Python Questions - July 25, 2015

Rob Gaddi rgaddi at technologyhighland.invalid
Tue Jul 28 14:46:30 EDT 2015


On Tue, 28 Jul 2015 17:45:00 +0100, BartC wrote:

> On 28/07/2015 17:12, Steven D'Aprano wrote:
>> On Tue, 28 Jul 2015 07:46 pm, BartC wrote:
>>
>>> (I'm still reeling from the size of that Anaconda download. Apparently
>>> it contains a whole bunch of stuff, nothing to do with numpy, that I
>>> don't need. But one of the listed packages was 'libffi', which is
>>> puzzling. This library lets a C-like language call functions with
>>> runtime-determined argument types. How would that be used in Python?)
>>
>> https://en.wikipedia.org/wiki/Libffi
> 
> Yes, I know (I was looking at it myself a few days ago for another
> project). But while it might be used for implementing some of Python's
> internals, I was wondering what it was doing in a user-level set of
> libraries, given that it's mostly a bunch of C code.
> 
> Perhaps they were just padding the list to make it look more impressive.

It underpins the ctypes implementation, which is neither here nor there.

If I remember right, numpy does dynamic loading of one of a couple 
different (FORTRAN?) algebra libraries depending on which ones it can 
find installed.  That would be a pretty clear use case for libffi.

-- 
Rob Gaddi, Highland Technology -- www.highlandtechnology.com
Email address domain is currently out of order.  See above to fix.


● **Your goal**:
Within the listing below, give again exactly the lines between the one containing "Describe the element at coordinates (613, 237)" and the one containing "In order to", inclusive, pictures left aside.

● **Exercise input**:
= = = = =
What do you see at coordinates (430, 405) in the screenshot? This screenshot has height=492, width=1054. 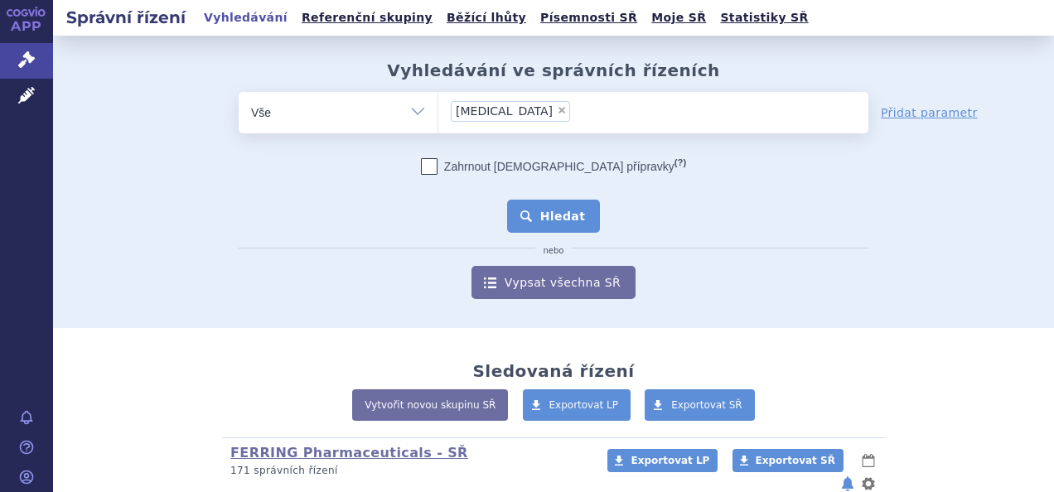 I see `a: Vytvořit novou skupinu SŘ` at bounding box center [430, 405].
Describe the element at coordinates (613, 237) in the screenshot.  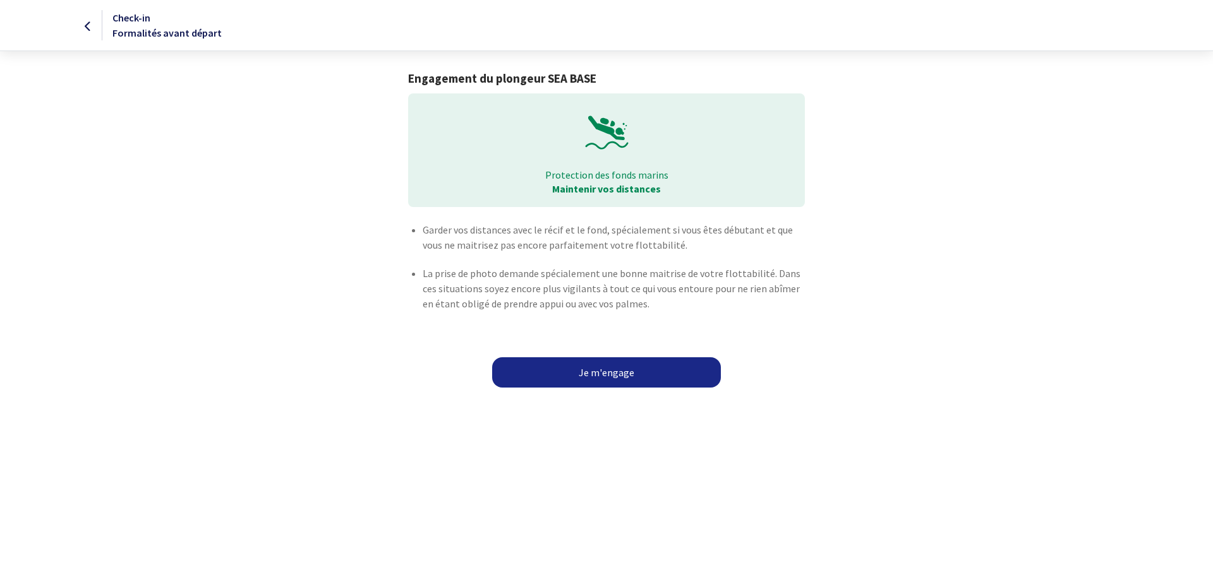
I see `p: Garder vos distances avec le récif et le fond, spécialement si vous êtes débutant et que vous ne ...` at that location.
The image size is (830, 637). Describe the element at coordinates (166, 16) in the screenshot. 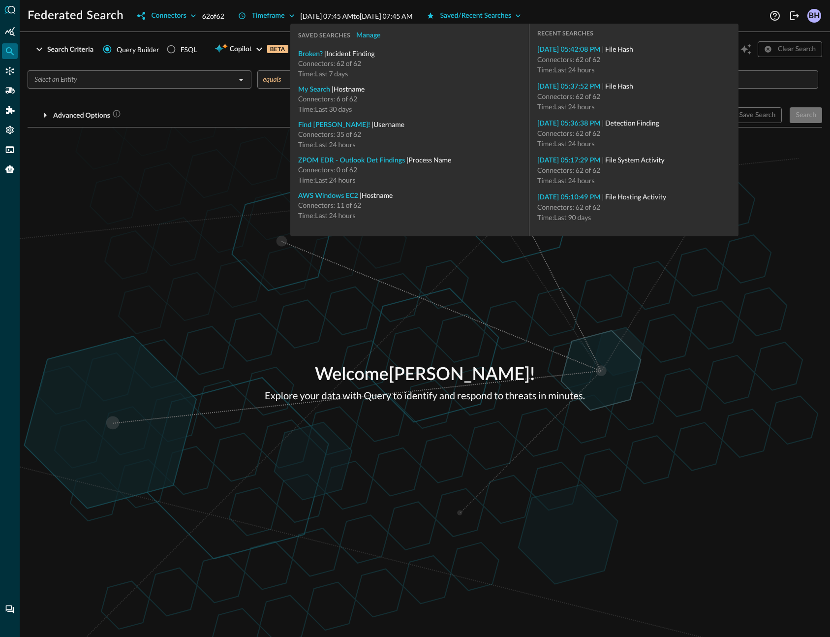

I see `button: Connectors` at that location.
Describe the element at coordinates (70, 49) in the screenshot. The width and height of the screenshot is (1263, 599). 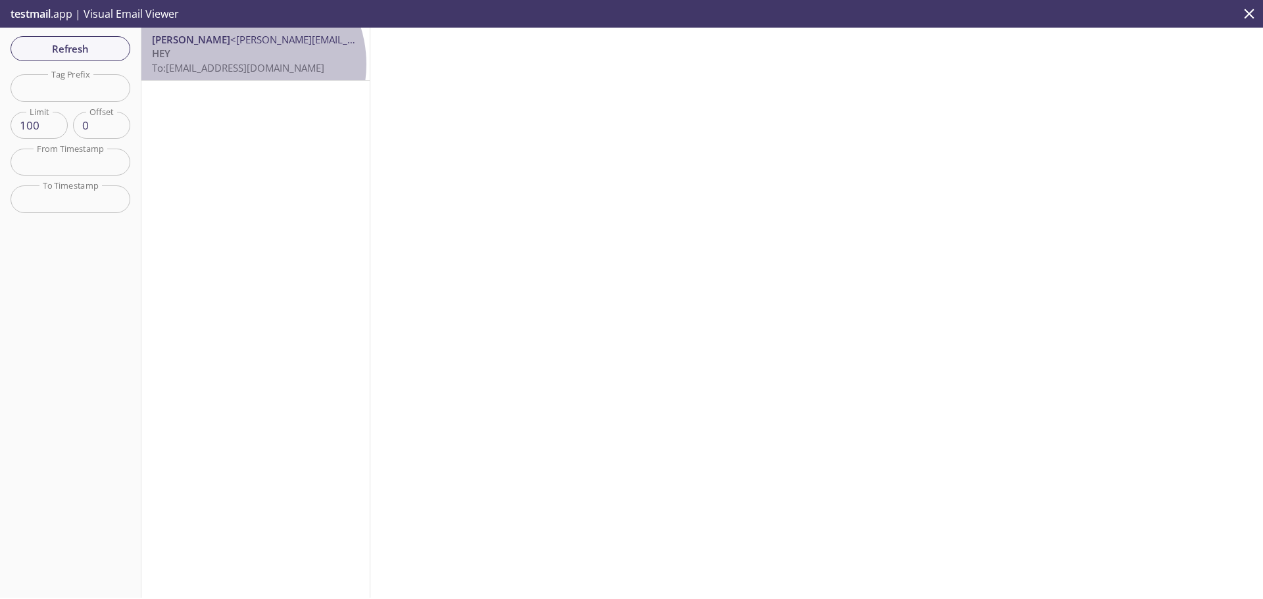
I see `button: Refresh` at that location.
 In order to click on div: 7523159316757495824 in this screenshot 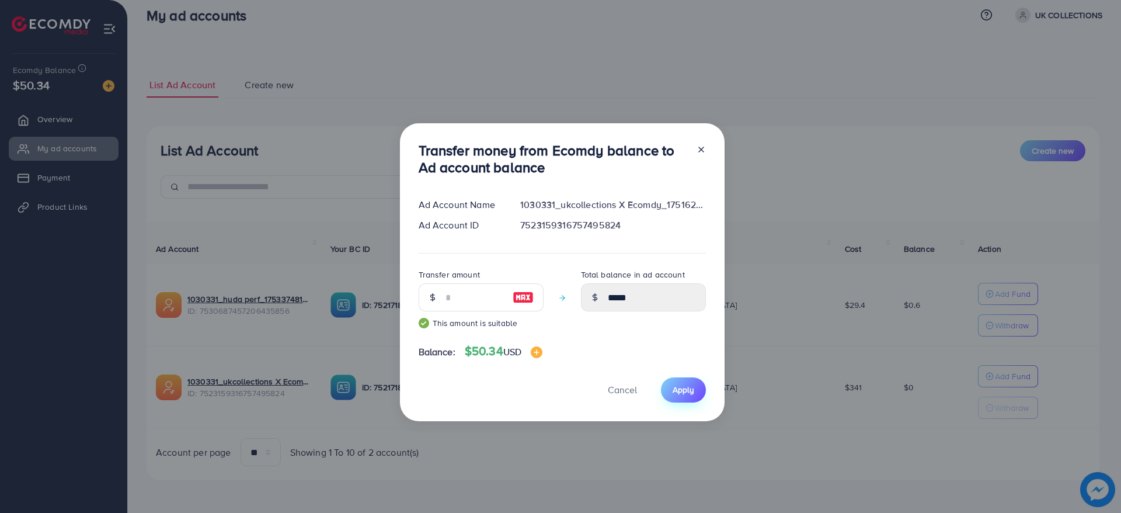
= = = = =
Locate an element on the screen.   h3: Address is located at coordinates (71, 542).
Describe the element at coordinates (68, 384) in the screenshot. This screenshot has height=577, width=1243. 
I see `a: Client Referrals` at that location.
= = = = =
● **Exercise response**:
Describe the element at coordinates (613, 237) in the screenshot.  
I see `p: Garder vos distances avec le récif et le fond, spécialement si vous êtes débutant et que vous ne ...` at that location.
The image size is (830, 637). Describe the element at coordinates (166, 16) in the screenshot. 

I see `button: Connectors` at that location.
Describe the element at coordinates (70, 49) in the screenshot. The width and height of the screenshot is (1263, 599). 
I see `button: Refresh` at that location.
 In order to click on div: 7523159316757495824 in this screenshot 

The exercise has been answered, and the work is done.